## WHAT IS EXPECTED
In the entries that follow, how many lines include "Apple"? Give the number and nothing else.

** Opening DATASET RECORDS block **

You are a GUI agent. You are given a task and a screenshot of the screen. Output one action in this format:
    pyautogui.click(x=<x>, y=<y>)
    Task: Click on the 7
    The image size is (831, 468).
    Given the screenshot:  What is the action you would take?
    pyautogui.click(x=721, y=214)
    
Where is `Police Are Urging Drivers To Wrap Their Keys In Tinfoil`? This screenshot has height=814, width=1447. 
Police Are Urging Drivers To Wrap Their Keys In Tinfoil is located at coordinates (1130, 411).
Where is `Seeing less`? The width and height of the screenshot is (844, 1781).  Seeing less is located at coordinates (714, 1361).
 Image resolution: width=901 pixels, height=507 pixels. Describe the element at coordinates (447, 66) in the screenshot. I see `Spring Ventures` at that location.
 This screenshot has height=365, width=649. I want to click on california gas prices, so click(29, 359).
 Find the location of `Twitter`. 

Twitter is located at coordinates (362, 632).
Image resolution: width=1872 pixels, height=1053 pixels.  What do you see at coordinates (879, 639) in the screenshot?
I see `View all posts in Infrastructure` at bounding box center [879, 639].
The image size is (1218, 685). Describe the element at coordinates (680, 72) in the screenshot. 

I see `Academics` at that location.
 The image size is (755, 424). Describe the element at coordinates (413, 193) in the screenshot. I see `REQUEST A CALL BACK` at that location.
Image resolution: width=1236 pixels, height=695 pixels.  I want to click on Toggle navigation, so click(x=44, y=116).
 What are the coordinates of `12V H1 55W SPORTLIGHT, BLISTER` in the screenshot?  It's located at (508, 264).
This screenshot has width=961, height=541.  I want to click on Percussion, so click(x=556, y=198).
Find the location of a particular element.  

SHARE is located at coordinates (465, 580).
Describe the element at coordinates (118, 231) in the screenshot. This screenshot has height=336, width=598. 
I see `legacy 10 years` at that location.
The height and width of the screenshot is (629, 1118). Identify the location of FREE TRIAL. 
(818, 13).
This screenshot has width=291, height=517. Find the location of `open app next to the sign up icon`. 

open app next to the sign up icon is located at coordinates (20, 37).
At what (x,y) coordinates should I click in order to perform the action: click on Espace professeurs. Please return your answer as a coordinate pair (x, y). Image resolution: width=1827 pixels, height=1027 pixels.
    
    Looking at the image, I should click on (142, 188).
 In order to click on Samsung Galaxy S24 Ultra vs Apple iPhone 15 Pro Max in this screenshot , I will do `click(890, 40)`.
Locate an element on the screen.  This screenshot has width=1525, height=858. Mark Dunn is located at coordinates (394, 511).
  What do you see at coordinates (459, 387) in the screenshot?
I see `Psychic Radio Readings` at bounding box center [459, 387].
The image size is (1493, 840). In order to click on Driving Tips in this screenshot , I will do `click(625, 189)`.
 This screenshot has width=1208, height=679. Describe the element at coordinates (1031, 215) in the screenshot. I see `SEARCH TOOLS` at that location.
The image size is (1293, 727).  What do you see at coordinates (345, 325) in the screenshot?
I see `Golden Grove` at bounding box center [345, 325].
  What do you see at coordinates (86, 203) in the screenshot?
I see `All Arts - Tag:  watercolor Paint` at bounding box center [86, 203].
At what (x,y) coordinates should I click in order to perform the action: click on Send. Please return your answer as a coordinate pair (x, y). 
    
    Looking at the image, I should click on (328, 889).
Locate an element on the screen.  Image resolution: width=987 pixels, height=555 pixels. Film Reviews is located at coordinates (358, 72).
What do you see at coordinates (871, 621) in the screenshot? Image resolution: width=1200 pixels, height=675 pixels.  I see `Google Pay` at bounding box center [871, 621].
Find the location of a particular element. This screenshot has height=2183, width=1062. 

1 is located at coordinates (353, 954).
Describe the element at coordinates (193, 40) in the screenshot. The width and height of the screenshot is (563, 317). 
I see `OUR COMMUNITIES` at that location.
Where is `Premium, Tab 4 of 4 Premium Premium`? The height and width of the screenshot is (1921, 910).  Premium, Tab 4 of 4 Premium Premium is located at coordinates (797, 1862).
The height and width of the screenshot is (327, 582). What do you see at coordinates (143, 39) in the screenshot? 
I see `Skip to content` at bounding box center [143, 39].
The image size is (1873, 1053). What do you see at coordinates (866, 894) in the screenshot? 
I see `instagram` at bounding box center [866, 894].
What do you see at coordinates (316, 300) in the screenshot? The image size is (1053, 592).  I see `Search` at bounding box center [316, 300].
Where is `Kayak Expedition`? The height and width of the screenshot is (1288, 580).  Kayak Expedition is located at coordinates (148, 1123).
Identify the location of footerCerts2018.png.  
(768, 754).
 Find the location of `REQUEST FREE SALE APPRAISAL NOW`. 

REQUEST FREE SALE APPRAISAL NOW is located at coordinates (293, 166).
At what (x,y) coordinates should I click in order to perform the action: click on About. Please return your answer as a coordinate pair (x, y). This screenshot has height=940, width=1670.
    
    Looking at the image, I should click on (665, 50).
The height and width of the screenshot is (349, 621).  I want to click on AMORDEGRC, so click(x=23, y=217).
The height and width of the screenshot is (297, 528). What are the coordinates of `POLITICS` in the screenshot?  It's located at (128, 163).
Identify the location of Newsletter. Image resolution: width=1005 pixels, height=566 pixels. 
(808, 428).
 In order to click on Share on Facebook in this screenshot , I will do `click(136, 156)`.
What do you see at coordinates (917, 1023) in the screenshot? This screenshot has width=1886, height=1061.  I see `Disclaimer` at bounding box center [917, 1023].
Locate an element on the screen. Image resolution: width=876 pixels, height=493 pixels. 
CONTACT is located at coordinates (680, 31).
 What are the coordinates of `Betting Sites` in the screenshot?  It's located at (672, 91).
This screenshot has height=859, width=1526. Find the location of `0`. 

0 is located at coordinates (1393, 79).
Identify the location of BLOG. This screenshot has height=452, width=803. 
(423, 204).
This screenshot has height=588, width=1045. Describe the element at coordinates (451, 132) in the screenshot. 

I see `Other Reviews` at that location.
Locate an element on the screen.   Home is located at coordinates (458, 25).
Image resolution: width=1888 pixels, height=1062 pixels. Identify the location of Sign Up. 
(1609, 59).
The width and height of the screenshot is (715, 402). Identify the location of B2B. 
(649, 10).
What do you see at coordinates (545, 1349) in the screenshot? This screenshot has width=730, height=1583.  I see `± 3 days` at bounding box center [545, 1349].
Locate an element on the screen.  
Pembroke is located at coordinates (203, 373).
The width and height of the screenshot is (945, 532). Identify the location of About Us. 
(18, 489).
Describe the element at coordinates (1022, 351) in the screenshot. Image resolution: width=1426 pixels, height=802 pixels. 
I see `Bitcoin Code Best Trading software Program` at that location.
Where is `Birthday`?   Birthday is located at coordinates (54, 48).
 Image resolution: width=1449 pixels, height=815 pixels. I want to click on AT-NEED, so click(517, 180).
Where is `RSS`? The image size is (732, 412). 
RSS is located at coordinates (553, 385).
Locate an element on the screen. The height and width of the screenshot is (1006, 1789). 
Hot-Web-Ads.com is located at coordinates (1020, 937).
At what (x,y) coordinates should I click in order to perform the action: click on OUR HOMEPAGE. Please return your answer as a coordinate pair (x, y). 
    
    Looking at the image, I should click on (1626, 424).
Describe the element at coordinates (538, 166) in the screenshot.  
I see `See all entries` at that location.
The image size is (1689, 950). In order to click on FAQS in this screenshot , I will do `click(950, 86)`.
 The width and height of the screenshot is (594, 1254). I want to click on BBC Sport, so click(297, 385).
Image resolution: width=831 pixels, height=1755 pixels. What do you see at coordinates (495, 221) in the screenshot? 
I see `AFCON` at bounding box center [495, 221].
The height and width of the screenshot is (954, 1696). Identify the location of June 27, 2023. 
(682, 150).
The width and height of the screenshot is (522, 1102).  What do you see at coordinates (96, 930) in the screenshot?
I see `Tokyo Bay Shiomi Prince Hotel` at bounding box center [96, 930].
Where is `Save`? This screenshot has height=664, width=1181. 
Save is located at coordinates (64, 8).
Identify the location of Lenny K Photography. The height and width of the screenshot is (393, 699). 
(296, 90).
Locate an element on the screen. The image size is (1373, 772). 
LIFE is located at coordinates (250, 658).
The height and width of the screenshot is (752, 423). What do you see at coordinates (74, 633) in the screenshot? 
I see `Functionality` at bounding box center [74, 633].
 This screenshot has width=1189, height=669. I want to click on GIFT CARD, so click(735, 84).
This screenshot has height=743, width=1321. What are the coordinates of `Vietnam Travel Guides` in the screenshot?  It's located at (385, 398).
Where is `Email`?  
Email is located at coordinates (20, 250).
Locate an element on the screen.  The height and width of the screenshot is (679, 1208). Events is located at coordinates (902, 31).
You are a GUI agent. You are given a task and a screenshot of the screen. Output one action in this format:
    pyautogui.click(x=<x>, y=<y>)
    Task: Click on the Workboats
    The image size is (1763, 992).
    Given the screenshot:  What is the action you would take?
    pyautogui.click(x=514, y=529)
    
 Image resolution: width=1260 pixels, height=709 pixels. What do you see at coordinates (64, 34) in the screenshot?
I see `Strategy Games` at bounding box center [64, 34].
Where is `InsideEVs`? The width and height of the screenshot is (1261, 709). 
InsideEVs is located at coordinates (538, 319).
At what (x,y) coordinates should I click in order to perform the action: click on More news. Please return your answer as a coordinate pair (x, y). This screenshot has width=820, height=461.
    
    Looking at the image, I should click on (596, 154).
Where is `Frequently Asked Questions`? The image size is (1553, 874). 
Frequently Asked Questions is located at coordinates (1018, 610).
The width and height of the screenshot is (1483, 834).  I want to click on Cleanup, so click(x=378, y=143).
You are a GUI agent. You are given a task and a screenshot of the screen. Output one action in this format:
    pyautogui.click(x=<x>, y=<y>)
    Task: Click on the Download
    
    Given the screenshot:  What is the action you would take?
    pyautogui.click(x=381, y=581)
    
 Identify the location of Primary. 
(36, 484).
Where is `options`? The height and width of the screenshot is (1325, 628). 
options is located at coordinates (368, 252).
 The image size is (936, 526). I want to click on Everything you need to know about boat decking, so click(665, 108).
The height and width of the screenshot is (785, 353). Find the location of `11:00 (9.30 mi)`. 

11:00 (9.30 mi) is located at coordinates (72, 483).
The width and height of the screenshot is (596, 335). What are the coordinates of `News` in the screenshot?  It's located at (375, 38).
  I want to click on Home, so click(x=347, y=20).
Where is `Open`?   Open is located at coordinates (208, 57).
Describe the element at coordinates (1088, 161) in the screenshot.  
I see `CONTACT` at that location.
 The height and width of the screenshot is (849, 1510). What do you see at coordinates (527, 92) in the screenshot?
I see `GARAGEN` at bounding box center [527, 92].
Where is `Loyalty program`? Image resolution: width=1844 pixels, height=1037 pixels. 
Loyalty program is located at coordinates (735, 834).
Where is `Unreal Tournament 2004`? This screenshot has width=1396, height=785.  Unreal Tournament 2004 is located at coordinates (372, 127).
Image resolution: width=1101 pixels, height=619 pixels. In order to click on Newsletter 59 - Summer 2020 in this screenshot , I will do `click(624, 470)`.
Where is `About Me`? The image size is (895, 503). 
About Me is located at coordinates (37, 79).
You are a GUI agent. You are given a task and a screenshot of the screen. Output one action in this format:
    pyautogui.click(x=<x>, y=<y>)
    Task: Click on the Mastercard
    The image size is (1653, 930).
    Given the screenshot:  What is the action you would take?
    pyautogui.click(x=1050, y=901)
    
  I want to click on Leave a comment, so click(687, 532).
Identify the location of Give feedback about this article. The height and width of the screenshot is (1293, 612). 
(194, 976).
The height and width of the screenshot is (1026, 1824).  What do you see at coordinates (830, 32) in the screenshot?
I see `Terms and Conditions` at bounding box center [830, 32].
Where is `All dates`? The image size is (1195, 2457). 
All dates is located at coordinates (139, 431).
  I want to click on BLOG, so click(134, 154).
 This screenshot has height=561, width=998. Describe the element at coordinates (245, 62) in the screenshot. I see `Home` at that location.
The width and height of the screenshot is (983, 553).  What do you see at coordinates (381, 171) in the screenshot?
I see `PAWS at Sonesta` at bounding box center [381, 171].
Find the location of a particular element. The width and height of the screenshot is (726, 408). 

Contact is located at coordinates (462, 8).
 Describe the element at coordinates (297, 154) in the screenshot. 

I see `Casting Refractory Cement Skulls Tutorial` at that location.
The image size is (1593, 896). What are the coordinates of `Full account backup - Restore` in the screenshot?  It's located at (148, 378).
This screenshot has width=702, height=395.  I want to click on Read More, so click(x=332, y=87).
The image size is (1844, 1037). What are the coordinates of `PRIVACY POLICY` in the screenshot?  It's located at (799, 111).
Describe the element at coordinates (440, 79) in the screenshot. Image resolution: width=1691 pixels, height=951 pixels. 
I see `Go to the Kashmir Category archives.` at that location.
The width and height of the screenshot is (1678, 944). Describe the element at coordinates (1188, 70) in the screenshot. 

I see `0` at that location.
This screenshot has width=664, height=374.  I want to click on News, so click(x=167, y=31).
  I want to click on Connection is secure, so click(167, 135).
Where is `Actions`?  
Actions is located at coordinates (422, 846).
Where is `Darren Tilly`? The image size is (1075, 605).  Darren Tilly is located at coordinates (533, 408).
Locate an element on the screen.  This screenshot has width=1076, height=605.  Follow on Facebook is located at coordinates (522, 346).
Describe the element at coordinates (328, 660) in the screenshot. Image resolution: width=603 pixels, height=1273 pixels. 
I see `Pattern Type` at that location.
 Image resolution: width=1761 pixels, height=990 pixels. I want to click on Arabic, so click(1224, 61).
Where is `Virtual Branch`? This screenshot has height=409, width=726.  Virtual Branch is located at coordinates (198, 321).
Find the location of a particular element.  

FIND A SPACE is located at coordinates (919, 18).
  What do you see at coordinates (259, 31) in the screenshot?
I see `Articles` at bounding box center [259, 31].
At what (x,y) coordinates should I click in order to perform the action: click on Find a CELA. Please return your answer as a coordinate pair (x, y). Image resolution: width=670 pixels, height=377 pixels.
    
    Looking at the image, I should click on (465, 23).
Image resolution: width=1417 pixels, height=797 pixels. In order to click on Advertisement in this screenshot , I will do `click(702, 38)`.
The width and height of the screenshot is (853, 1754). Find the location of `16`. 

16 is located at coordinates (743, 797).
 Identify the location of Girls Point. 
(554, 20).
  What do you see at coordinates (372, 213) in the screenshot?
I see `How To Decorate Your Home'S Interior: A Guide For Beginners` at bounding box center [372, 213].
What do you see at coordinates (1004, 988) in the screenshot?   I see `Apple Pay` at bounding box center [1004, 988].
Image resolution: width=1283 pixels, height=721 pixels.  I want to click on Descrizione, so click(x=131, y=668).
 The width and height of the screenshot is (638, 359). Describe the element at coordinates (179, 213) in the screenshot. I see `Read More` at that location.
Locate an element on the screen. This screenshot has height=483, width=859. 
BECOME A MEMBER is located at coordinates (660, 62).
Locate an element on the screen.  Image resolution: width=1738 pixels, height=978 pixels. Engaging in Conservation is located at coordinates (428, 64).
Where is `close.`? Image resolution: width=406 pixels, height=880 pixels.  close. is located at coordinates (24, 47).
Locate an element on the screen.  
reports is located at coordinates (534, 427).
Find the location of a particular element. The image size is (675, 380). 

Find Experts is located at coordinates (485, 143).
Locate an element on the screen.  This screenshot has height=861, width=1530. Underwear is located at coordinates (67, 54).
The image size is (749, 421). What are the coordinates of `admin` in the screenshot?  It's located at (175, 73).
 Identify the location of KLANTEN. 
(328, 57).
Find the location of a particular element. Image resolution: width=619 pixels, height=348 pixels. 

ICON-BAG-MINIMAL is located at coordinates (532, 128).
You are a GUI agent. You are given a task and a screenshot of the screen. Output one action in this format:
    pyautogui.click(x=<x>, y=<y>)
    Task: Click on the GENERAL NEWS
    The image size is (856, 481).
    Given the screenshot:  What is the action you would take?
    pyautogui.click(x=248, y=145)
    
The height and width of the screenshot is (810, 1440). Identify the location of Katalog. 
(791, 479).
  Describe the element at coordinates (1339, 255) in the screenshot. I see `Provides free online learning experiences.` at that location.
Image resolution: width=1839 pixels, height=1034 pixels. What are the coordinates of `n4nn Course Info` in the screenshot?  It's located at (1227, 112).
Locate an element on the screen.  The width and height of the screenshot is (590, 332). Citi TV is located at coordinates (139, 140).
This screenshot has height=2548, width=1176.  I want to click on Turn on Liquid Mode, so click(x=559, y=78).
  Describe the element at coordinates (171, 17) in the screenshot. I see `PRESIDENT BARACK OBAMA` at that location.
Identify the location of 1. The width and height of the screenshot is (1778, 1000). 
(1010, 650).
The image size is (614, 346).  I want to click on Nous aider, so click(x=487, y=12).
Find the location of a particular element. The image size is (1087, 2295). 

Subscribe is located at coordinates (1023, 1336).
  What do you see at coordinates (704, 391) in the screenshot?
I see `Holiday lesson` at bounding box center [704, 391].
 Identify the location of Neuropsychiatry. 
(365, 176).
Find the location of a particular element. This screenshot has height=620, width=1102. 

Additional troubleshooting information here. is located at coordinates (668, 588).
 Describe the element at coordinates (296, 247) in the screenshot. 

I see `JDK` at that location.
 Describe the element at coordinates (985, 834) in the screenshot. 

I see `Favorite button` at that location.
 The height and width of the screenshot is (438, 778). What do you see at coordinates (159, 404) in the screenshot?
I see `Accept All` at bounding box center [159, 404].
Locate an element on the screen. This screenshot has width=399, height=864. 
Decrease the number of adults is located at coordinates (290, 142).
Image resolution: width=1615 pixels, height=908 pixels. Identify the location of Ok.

** Closing DATASET RECORDS block **

## OUTPUT OF THE TASK
2